Materialism says the world is made up of physical matter. The world is made up of one substance - physical matter.

Neutral monism says the world is made up of one substance. This substance is neither physical nor mental. We can view everything as physical or everything as mental because this one substance has both mental and physical properties. More specifically, mental and physical are subsets of this one substance. Although normally I would dismiss such as idea, Russell, apparently, supported this view (though he may have disowned it, I do not know). Hence, I am more inclined to give it a closer look.

Thoughts?

RevolutionaryMarxist
2nd November 2006, 11:10
Materialism

Mental is just matter, and so "mental and physical" properties don't really apply. Unless it's something like electricity, which I'm unsure of

Bretty123
3rd November 2006, 01:37
What if the mental is electric impulses?

ComradeRed
3rd November 2006, 04:24
Originally posted by Dooga

Neutral monism says the world is made up of one substance. This substance is neither physical nor mental. Not physical? Contradicts materialism, even scientific materialism, thus contradicts even the most basic tenents of science. I would go with materialism.

Dooga Aetrus Blackrazor
3rd November 2006, 05:31
Neutral Monism says looking at all things as physical or all things as thoughts is ok. They are both different uses of language that attempt to reflect the realities of our world.

Clarksist
3rd November 2006, 19:31
It doesn't matter. Materialism or neutral monism, it is all philosophy that plainly doesn't change the way we look at things. I don't see why monists have moaned on and on about how everything can be divided down to the exact same thing, and I don't see why materialists fell into the trap and coped out with "physical matter". That is ridiculous, of course everything is made up of physical matter! The question is, what element of physical matter can monist preach as the fundamental one?

It is a silly subject to debate upon, when in the end it changes no ones life.

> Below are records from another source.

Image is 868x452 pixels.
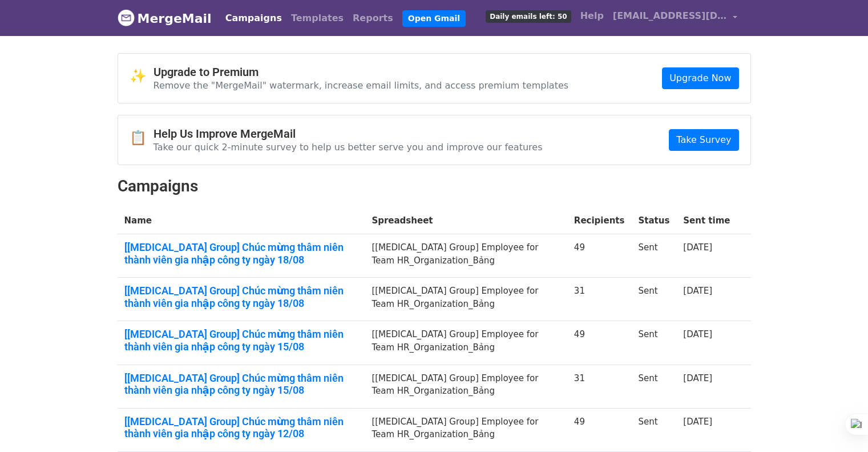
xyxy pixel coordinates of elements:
[631,321,676,365] td: Sent
[118,176,751,196] h2: Campaigns
[631,408,676,451] td: Sent
[567,408,632,451] td: 49
[631,365,676,408] td: Sent
[118,9,135,26] img: MergeMail logo
[683,416,713,426] a: [DATE]
[118,6,212,30] a: MergeMail
[153,127,543,140] h4: Help Us Improve MergeMail
[364,408,567,451] td: [[MEDICAL_DATA] Group] Employee for Team HR_Organization_Bảng
[669,129,739,151] a: Take Survey
[683,373,713,383] a: [DATE]
[364,278,567,321] td: [[MEDICAL_DATA] Group] Employee for Team HR_Organization_Bảng
[125,327,358,352] a: [[MEDICAL_DATA] Group] Chúc mừng thâm niên thành viên gia nhập công ty ngày 15/08
[153,141,543,153] p: Take our quick 2-minute survey to help us better serve you and improve our features
[683,329,713,339] a: [DATE]
[129,129,153,146] span: 📋
[129,68,153,84] span: ✨
[125,241,358,265] a: [[MEDICAL_DATA] Group] Chúc mừng thâm niên thành viên gia nhập công ty ngày 18/08
[486,10,571,23] span: Daily emails left: 50
[364,321,567,365] td: [[MEDICAL_DATA] Group] Employee for Team HR_Organization_Bảng
[683,242,713,252] a: [DATE]
[348,7,398,29] a: Reports
[118,207,365,234] th: Name
[125,284,358,309] a: [[MEDICAL_DATA] Group] Chúc mừng thâm niên thành viên gia nhập công ty ngày 18/08
[153,65,569,79] h4: Upgrade to Premium
[608,5,742,32] a: [EMAIL_ADDRESS][DOMAIN_NAME]
[153,80,569,91] p: Remove the "MergeMail" watermark, increase email limits, and access premium templates
[364,207,567,234] th: Spreadsheet
[567,321,632,365] td: 49
[676,207,736,234] th: Sent time
[567,234,632,278] td: 49
[567,365,632,408] td: 31
[567,278,632,321] td: 31
[631,278,676,321] td: Sent
[631,207,676,234] th: Status
[576,5,608,27] a: Help
[364,234,567,278] td: [[MEDICAL_DATA] Group] Employee for Team HR_Organization_Bảng
[125,415,358,440] a: [[MEDICAL_DATA] Group] Chúc mừng thâm niên thành viên gia nhập công ty ngày 12/08
[221,7,286,29] a: Campaigns
[567,207,632,234] th: Recipients
[481,5,576,27] a: Daily emails left: 50
[662,67,739,89] a: Upgrade Now
[125,372,358,396] a: [[MEDICAL_DATA] Group] Chúc mừng thâm niên thành viên gia nhập công ty ngày 15/08
[402,10,466,27] a: Open Gmail
[631,234,676,278] td: Sent
[364,365,567,408] td: [[MEDICAL_DATA] Group] Employee for Team HR_Organization_Bảng
[613,9,727,23] span: [EMAIL_ADDRESS][DOMAIN_NAME]
[683,286,713,296] a: [DATE]
[286,7,348,29] a: Templates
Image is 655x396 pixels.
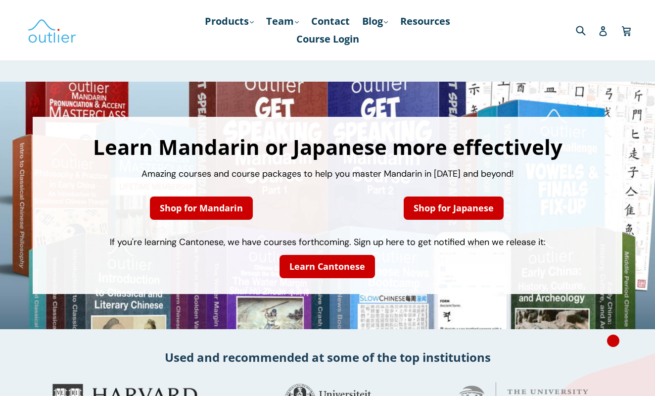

Philosophers should think more about existentialism and political/economic Marxism and leave the meaningless questions without justification.

gilhyle
4th November 2006, 15:22
Neutral Monism is, in my view, a cop out.

The claim that all reality is made up of physical matter (only one of the possible variant fundamental materialist theses), needs to be understood in a certain social and political context - in summary the huge influence of religious and neo-religious views which seek to suggest a dualist view of reality.

Within Marxism, the materialist thesis is essentially negative and critical. What it does is to say that there is no fundamentally dualist character to reality.

Now you might think that if I say that, I am closer to the neutral monist than the materialist.....and I would be, if it wasnt for the fact that I recognise that as part of the critical enterprise it is necessary to criticise ALL views that create a space for discrete arguments from the nature of mind.

Neutral Monism does operate to facilitate those arguments in practice and they must be rejected. Mind does not have any developmental or ontological character of its own independently from physical reality.

Strictly speaking one might formulate a neutral monism that facilitated the criticism of all idealist arguments, but in practice, neutral monism is used to avoid the issue of idealism.

rouchambeau
4th November 2006, 21:40
False dichotomy.

Dooga Aetrus Blackrazor
6th November 2006, 06:29
I think I see my mistake. Neutral monism is a metaphysical conceptualization of the world, like idealism and dualism, and, consequently, the opposite of materialism. I am back on the winning team.